The Domesday Book of 1086 does not mention Wittersham, but it does assign the manor of Palstre to Odo, Bishop of Bayeux. Palstre was only one of four places in the Weald, apparently, that had a church. The Domesday Book entry reads:- "In Oxenai hundred, Osbern Paisforiere holds Palestrei, from the Bishop. It is taxed at three yokes. Arable land for two ploughs. In demesne, nine smallholders have half a plough. There is a church, 2 servants, of meadow, 5 fisheries at twelve pence, woodland for the pannage of 10 hogs. In the time of Edward the Confessor, it was worth forty shillings, now sixty shillings. Edwy the priest held it for King Edward." An early variation of the village name may be Wyghtresham.
Manor
Early in the 18th century, the manor came into the ownership of Thomas Brodnax or May of Godmersham Park, Kent. May changed his name to Knight after inheriting estates from the Knight family in 1738 and, on his death in 1781, Owley passed to his son Thomas. The younger Thomas Knight died childless in 1794, and Owley passed to his widow Catherine, later of White Friars, Canterbury. Mrs Knight was lady of the manor in 1799, when Hasted wrote. When she died in 1812, her husband's estates passed to his adopted son, Edward Austen Knight, brother of novelist Jane Austen, and owner of Chawton House in Hampshire. Some time later, Edward Knight appears to have sold Owley to William Levett of Bodiam. When he died in 1842, Levett owned both the manors of Palstre and Owley. He left Paltre to his elder daughter Sabina and Owley to his younger daughter Emily. His Will devised to Emily "my freeholds, messuages, buildings, farm lands, containing altogether, by estimation, one hundred and seventy-two acres, more or less, situate lying and being in the Parish of Wittersham aforesaid, commonly called or known by the name of Owley Farm, with the apportionments thereto belonging". Emily Levett married Samuel Rutley, and the Rutley family continued to own the manor until the end of the 19th century. At the turn of the 20th century, by which time holding the manor had ceased to be equivalent with ownership of most land and property, the Body family held Wittersham, Colonel Heyworth held Palstre, and Mrs Samuel Rutley owned Owley.
Amenities
The village has an award-winning CAMRA approved public house, The Swan, and a restored white weatherboarded post mill, Stocks Mill. Wittersham housed a key listening post for downed pilots over the channel during the Second World War; all that is left now is a small concrete house and a few craters dotted around from attacks by the Luftwaffe and several doodlebug strikes. There is a popular and well-attended Community market every Tuesday morning in the Village Hall specialising in organic and local fresh food as well as a variety of other products. Wittersham now has its own dedicated website www.wittersham.org run from within the village with information regarding local groups, businesses, what's on, and Lost & Found. The website is being continually improved and is currently funded by the Wittersham Parish Council.
Notable residents (past and present)
Lord Alli - media entrepreneur and politician
Laurence Alma-Tadema - English novelist and poet
Thomas Braddock - clergyman and translator lived and died in the village
Gabrielle Margaret Vere Campbell - author who wrote under many pseudonyms, including Marjorie Bowen and Joseph Shearing
Gerald Campion - TV actor and club owner
Tom Chaplin - Keane singer
George Digweed MBE - 16 times World Sporting Shooter Champion
Norman Forbes-Robertson - Victorian Shakespearean actor
Norman Hackforth - long-time accompanist to Sir Noël Coward. He was also the famous Mystery Voice for the panel game Twenty Questions.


> **WHAT IS REQUIRED**: Skip every image and restate the data word for word.

> **SUPPLIED DATA**:
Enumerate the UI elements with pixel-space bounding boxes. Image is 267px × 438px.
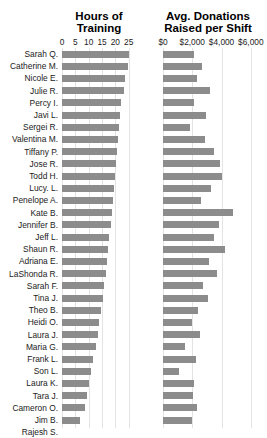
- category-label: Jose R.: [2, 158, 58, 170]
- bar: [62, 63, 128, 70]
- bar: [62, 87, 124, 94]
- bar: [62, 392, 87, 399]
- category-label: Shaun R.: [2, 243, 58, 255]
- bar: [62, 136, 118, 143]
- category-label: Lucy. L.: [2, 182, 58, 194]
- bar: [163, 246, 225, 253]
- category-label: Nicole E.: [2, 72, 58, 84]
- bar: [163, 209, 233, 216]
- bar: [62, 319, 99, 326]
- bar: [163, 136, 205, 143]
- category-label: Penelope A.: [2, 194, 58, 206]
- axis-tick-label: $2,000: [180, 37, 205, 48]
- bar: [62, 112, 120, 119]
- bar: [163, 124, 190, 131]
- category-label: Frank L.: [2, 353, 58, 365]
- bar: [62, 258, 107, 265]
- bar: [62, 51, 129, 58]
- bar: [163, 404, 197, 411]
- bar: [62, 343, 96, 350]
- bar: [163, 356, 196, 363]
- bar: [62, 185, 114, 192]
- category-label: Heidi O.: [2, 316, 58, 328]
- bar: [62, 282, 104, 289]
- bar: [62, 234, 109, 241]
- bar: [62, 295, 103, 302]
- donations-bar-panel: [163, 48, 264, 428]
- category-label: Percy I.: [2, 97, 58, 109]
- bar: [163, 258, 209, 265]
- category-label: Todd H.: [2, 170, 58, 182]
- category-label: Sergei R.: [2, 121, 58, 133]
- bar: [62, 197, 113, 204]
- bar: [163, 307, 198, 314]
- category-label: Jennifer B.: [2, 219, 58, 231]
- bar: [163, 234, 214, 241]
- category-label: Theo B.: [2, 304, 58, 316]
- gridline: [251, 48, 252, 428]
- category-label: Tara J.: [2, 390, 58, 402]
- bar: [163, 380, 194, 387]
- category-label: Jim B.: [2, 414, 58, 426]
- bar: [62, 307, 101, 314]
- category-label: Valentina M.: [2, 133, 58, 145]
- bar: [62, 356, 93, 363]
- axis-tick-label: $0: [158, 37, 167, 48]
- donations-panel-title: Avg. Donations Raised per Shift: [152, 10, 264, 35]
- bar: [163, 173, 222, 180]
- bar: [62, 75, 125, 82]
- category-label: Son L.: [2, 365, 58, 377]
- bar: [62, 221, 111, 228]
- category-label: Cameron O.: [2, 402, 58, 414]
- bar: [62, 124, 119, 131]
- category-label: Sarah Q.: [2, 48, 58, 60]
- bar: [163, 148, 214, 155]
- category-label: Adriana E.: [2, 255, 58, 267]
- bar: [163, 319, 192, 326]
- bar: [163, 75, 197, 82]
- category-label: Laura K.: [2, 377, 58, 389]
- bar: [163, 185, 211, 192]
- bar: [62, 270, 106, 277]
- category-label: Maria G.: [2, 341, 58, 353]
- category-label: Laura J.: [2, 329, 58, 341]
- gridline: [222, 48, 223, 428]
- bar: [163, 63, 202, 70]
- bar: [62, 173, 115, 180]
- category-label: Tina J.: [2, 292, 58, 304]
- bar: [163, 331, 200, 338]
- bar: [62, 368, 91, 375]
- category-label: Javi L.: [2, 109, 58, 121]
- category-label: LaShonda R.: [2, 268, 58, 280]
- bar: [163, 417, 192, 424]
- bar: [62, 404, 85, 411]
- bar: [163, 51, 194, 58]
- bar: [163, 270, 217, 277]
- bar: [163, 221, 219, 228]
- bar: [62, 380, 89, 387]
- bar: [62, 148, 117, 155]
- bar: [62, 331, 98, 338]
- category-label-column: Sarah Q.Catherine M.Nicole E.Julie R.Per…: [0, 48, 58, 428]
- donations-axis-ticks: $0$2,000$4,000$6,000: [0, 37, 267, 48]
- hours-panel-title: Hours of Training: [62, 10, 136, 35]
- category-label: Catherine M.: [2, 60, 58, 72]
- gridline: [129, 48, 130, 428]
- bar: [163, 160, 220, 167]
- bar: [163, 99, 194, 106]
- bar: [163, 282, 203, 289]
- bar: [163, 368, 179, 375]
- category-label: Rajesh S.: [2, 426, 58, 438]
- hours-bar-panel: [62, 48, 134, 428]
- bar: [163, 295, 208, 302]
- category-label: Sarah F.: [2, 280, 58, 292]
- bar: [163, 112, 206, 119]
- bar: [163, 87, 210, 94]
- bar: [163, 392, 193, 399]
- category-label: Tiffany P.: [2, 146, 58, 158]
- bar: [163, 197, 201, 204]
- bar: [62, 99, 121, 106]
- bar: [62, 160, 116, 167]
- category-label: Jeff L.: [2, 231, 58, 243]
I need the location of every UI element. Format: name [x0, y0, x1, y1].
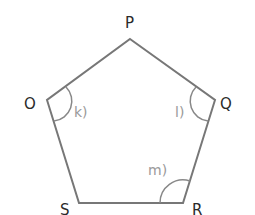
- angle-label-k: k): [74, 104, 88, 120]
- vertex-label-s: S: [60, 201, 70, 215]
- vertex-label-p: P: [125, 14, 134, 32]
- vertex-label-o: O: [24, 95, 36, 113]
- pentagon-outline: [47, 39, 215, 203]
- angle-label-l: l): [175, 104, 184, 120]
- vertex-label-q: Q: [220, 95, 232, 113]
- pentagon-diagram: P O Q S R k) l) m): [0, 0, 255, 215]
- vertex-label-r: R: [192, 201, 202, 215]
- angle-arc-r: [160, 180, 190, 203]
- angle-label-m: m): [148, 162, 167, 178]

> **RESULT OF THE EXERCISE**:
Enumerate the UI elements with pixel-space bounding boxes. Image is 267px × 438px.
- category-label: Jose R.: [2, 158, 58, 170]
- bar: [62, 63, 128, 70]
- bar: [62, 87, 124, 94]
- bar: [62, 392, 87, 399]
- category-label: Shaun R.: [2, 243, 58, 255]
- bar: [62, 136, 118, 143]
- category-label: Lucy. L.: [2, 182, 58, 194]
- bar: [163, 246, 225, 253]
- category-label: Nicole E.: [2, 72, 58, 84]
- bar: [163, 209, 233, 216]
- bar: [62, 319, 99, 326]
- bar: [163, 136, 205, 143]
- category-label: Penelope A.: [2, 194, 58, 206]
- axis-tick-label: $2,000: [180, 37, 205, 48]
- bar: [62, 112, 120, 119]
- bar: [163, 124, 190, 131]
- category-label: Frank L.: [2, 353, 58, 365]
- bar: [62, 258, 107, 265]
- bar: [62, 51, 129, 58]
- bar: [163, 404, 197, 411]
- bar: [62, 343, 96, 350]
- bar: [163, 356, 196, 363]
- bar: [62, 185, 114, 192]
- category-label: Heidi O.: [2, 316, 58, 328]
- bar: [62, 282, 104, 289]
- bar: [62, 234, 109, 241]
- bar: [62, 295, 103, 302]
- donations-bar-panel: [163, 48, 264, 428]
- category-label: Percy I.: [2, 97, 58, 109]
- bar: [163, 258, 209, 265]
- category-label: Todd H.: [2, 170, 58, 182]
- category-label: Sergei R.: [2, 121, 58, 133]
- bar: [62, 197, 113, 204]
- bar: [163, 307, 198, 314]
- category-label: Jennifer B.: [2, 219, 58, 231]
- bar: [163, 234, 214, 241]
- category-label: Theo B.: [2, 304, 58, 316]
- gridline: [251, 48, 252, 428]
- category-label: Tara J.: [2, 390, 58, 402]
- bar: [163, 380, 194, 387]
- category-label: Jim B.: [2, 414, 58, 426]
- bar: [62, 307, 101, 314]
- category-label: Valentina M.: [2, 133, 58, 145]
- bar: [62, 356, 93, 363]
- axis-tick-label: $0: [158, 37, 167, 48]
- donations-panel-title: Avg. Donations Raised per Shift: [152, 10, 264, 35]
- bar: [163, 173, 222, 180]
- bar: [62, 75, 125, 82]
- category-label: Son L.: [2, 365, 58, 377]
- bar: [62, 221, 111, 228]
- category-label: Cameron O.: [2, 402, 58, 414]
- bar: [62, 124, 119, 131]
- category-label: Sarah Q.: [2, 48, 58, 60]
- bar: [163, 148, 214, 155]
- category-label: Adriana E.: [2, 255, 58, 267]
- bar: [163, 319, 192, 326]
- bar: [163, 75, 197, 82]
- category-label: Laura K.: [2, 377, 58, 389]
- bar: [163, 185, 211, 192]
- bar: [62, 270, 106, 277]
- category-label: Maria G.: [2, 341, 58, 353]
- category-label: Laura J.: [2, 329, 58, 341]
- gridline: [222, 48, 223, 428]
- bar: [163, 63, 202, 70]
- bar: [62, 173, 115, 180]
- category-label: Tina J.: [2, 292, 58, 304]
- bar: [163, 331, 200, 338]
- bar: [62, 368, 91, 375]
- category-label: Javi L.: [2, 109, 58, 121]
- category-label: LaShonda R.: [2, 268, 58, 280]
- bar: [163, 417, 192, 424]
- bar: [62, 404, 85, 411]
- bar: [163, 51, 194, 58]
- bar: [163, 270, 217, 277]
- bar: [163, 221, 219, 228]
- bar: [62, 380, 89, 387]
- bar: [62, 148, 117, 155]
- bar: [62, 331, 98, 338]
- category-label-column: Sarah Q.Catherine M.Nicole E.Julie R.Per…: [0, 48, 58, 428]
- donations-axis-ticks: $0$2,000$4,000$6,000: [0, 37, 267, 48]
- hours-panel-title: Hours of Training: [62, 10, 136, 35]
- category-label: Catherine M.: [2, 60, 58, 72]
- gridline: [129, 48, 130, 428]
- bar: [163, 160, 220, 167]
- bar: [163, 99, 194, 106]
- bar: [163, 282, 203, 289]
- bar: [163, 368, 179, 375]
- category-label: Rajesh S.: [2, 426, 58, 438]
- hours-bar-panel: [62, 48, 134, 428]
- bar: [163, 295, 208, 302]
- category-label: Sarah F.: [2, 280, 58, 292]
- bar: [163, 112, 206, 119]
- bar: [163, 87, 210, 94]
- bar: [163, 392, 193, 399]
- category-label: Tiffany P.: [2, 146, 58, 158]
- bar: [163, 197, 201, 204]
- bar: [62, 99, 121, 106]
- bar: [62, 160, 116, 167]
- category-label: Jeff L.: [2, 231, 58, 243]
I need the location of every UI element. Format: name [x0, y0, x1, y1].
- angle-label-k: k): [74, 104, 88, 120]
- vertex-label-s: S: [60, 201, 70, 215]
- vertex-label-p: P: [125, 14, 134, 32]
- vertex-label-o: O: [24, 95, 36, 113]
- pentagon-outline: [47, 39, 215, 203]
- angle-label-l: l): [175, 104, 184, 120]
- vertex-label-q: Q: [220, 95, 232, 113]
- pentagon-diagram: P O Q S R k) l) m): [0, 0, 255, 215]
- vertex-label-r: R: [192, 201, 202, 215]
- angle-arc-r: [160, 180, 190, 203]
- angle-label-m: m): [148, 162, 167, 178]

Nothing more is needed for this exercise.